Another Simple Favor: More Wisecracks and Floppy Hats as Twisty Sequel Moves to Capri
By Kim Hughes
Rating: B+
Sequels are such fraught things. Since they’re inevitably based on something that was popular enough to warrant an encore, they arrive larded with expectations. And if the original film was a ridiculously entertaining left-field charmer, the stakes are even higher. Are we about to be dazzled by something like John Wick: Chapter 2… or are we bracing for Bad Santa 2?
It’s a relief to report that Another Simple Favor, director Paul Feig’s follow-up to his A Simple Favor from 2018, falls in the former category. The original film was an unexpected blast: a twisty, shifty mystery-comedy propelled by sharp dialogue, a touch of glamour, and a fabulously outfitted, martini-swilling mom with a secret (or three) played with ice-queen cool by Blake Lively.
In the film, Lively’s Emily intersects with Anna Kendrick’s Stephanie, a perky, seemingly goody two-shoes neighbour, also a mom and a vlogger with a coy aw-shucks demeanor. Stephanie, too, has secrets, and as the women bond over cocktails after collecting their sons from school, their lives overlap in ways both positive and destructive yet curiously magnetic.
Along the way, Feig and his screenwriters delivered myriad red herrings to keep everyone guessing until the final frame. The abrupt narrative shifts in A Simple Favor — many sinister yet salted with black comedy and all manner of zingers — were as much the gas in the tank as the sterling, sassy performances from Lively and Kendrick, who were both all-in.
Another Simple Favour picks up a few years later, moving from suburbia to swoon-worthy Capri and bringing back much of its original cast, with small exceptions (Elizabeth Perkins subs in for Jean Smart as Emily’s mother, Allison Janney is added as her scheming sister).
As the trailer reveals, Emily returns unexpectedly from prison and ambushes her former friend Stephanie, beseeching her to be maid-of-honour at her wedding to a rich hunk on the swish Italian island, a destination they will reach by private jet, speedboat, and vintage car. Yup, Emily is moving up in the world, and fast.
Stephanie, fearing Emily must have revenge up her couture-curated sleeve, initially demurs, but a combination of threats and curiosity propel her to accept the invitation. Her burgeoning career as a mystery author might just get a boost along the way — especially if Emily does try to kill her.
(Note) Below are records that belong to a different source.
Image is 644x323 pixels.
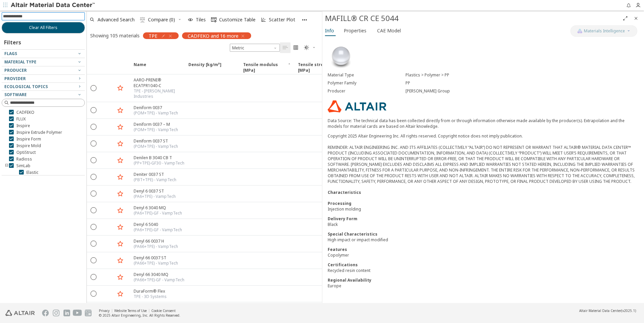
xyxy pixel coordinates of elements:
div: PP [405,80,638,86]
div: DuraForm® Flex [133,288,167,294]
span: Name [133,62,146,74]
span: OptiStruct [17,150,36,155]
div: Material Type [327,72,405,78]
div: (PP+TPE)-GF30 - VampTech [133,161,184,166]
span: Materials Intelligence [583,28,625,34]
span: Software [4,92,27,98]
button: Flags [2,50,85,58]
a: Privacy [99,308,109,313]
span: CAE Model [377,26,400,36]
div: Features [327,247,638,252]
div: Copyright 2025 Altair Engineering Inc. All rights reserved. Copyright notice does not imply publi... [327,133,638,184]
img: AI Copilot [577,28,582,34]
span: Producer [4,67,27,73]
div: Producer [327,89,405,94]
span: Inspire [17,123,30,128]
span: Compare (0) [148,17,175,22]
div: Deniter 0037 ST [133,171,177,177]
span: Expand [100,62,115,74]
img: Altair Material Data Center [11,2,96,8]
div: Denyl 66 3040 MQ [133,272,184,277]
img: Logo - Provider [327,100,386,113]
button: Favorite [115,272,125,282]
button: Favorite [115,222,125,233]
div: Showing 105 materials [90,32,139,39]
div: Denyl 66 0037 H [133,239,178,243]
button: Favorite [115,239,125,249]
span: Tiles [196,17,206,22]
div: Recycled resin content [327,268,638,273]
button: Favorite [115,189,125,199]
div: Polymer Family [327,80,405,86]
a: Cookie Consent [151,308,176,313]
div: Filters [2,33,24,50]
div: (v2025.1) [579,308,636,313]
p: Data Source: The technical data has been collected directly from or through information otherwise... [327,118,638,129]
span: Provider [4,75,26,81]
button: Producer [2,66,85,75]
span: Properties [343,26,366,36]
div: (PA66+TPE) - VampTech [133,261,178,266]
span: CADFEKO [17,110,34,115]
button: Ecological Topics [2,83,85,91]
button: AI CopilotMaterials Intelligence [570,26,637,36]
div: Unit System [230,44,280,51]
div: Denilen B 3040 CB T [133,155,184,161]
button: Table View [280,42,290,53]
span: Altair Material Data Center [579,308,621,313]
div: TPE - 3D Systems [133,294,167,299]
span: Advanced Search [98,17,134,22]
span: Favorite [115,62,129,74]
button: Favorite [115,83,125,94]
div: High impact or impact modified [327,237,638,243]
button: Favorite [115,288,125,299]
button: Favorite [115,171,125,182]
div: (PBT+TPE) - VampTech [133,177,177,182]
img: Altair Engineering [5,310,35,316]
span: Name [129,62,184,74]
button: Favorite [115,105,125,116]
div: Processing [327,200,638,206]
i: toogle group [4,163,9,168]
div: Denyl 66 0037 ST [133,255,178,261]
span: Info [325,26,334,36]
div: © 2025 Altair Engineering, Inc. All Rights Reserved. [99,313,180,317]
div: Copolymer [327,252,638,258]
i:  [304,45,309,51]
span: Tensile modulus [MPa] [239,62,293,74]
span: Ecological Topics [4,84,48,89]
span: Flags [4,51,17,56]
div: Certifications [327,262,638,268]
button: Provider [2,75,85,83]
div: (PA66+TPE)-GF - VampTech [133,277,184,282]
span: SimLab [17,163,31,168]
span: Inspire Form [17,137,41,142]
div: (POM+TPE) - VampTech [133,144,178,149]
div: [PERSON_NAME] Group [405,89,638,94]
span: Density [kg/m³] [188,62,221,74]
div: Denyl 6 0037 ST [133,188,176,194]
button: Full Screen [620,13,630,24]
div: (PA6+TPE)-GF - VampTech [133,227,182,233]
span: Tensile modulus [MPa] [243,62,286,74]
div: TPE - [PERSON_NAME] Industries [133,89,184,99]
div: AARO-PRENE® ECATPR1040-C [133,77,184,89]
button: Clear All Filters [2,22,85,33]
button: Favorite [115,122,125,133]
span: Radioss [17,157,32,162]
div: Special Characteristics [327,231,638,237]
span: Customize Table [219,17,255,22]
img: Material Type Image [327,43,354,70]
div: Denyl 6 3040 MQ [133,205,182,210]
div: Black [327,221,638,227]
div: (POM+TPE) - VampTech [133,127,178,133]
div: MAFILL® CR CE 5044 [325,13,620,24]
div: (PA6+TPE)-GF - VampTech [133,210,182,216]
div: Plastics > Polymer > PP [405,72,638,78]
span: TPE [148,32,157,39]
span: Metric [230,44,280,51]
span: Inspire Mold [17,143,41,148]
i:  [283,45,288,51]
button: Favorite [115,255,125,266]
div: Deniform 0037 ST [133,138,178,144]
That subplot allows the film to add Alex Newell as Stephanie’s tag-along literary agent, a role the writers curiously but palpably underwrite. She’s forgotten almost as soon as she boards the jet. The other characters, including Henry Golding as Emily’s embittered, boozy ex-husband, have no such problem.
Saying much more about what unfolds next seems unwise; if you haven’t seen the original, Another Simple Favor is still comprehensible — key plot points are laid out in the dialogue — but the rewards are likely lesser without the full emotional weight of the backstory.
Those lucky enough to have experienced the original in those hazy, bygone pre-pandemic days will almost certainly have any hopes met. At the very least, the visuals are sumptuous.
Emily’s outfits are even more fabulous, the setting is divine, and the many scenes of verbal jousting between Emily and Stephanie are profane, witty, and tremendously enjoyable. Of course, there are also twists aplenty. Alas, here the film feels as if it’s straining to top its original, a tall order leading to a stark lack of credulity for anyone who bothers to do the proverbial math, especially in the film’s denouement.
But why bother with math when the ride to the end is so fun? Viewers are better served by submitting to the immersive thrill of it all, in the context of a film that doesn’t ask us to ask too much of ourselves.
Let’s hope the final scene, which dangles the possibility of a threequel, doesn’t take shape. As Stephanie might say of those endless martinis, it’s always wise to know when to stop.
Another Simple Favor. Directed by Paul Feig. Written by Jessica Sharzer and Laeta Kalogridis. Starring Anna Kendrick, Blake Lively, Andrew Rannells, Bashir Salahuddin, Elizabeth Perkins, Michele Morrone, Alex Newell, Elena Sofia Ricci, Henry Golding, and Allison Janney. Available on Prime Video May 1.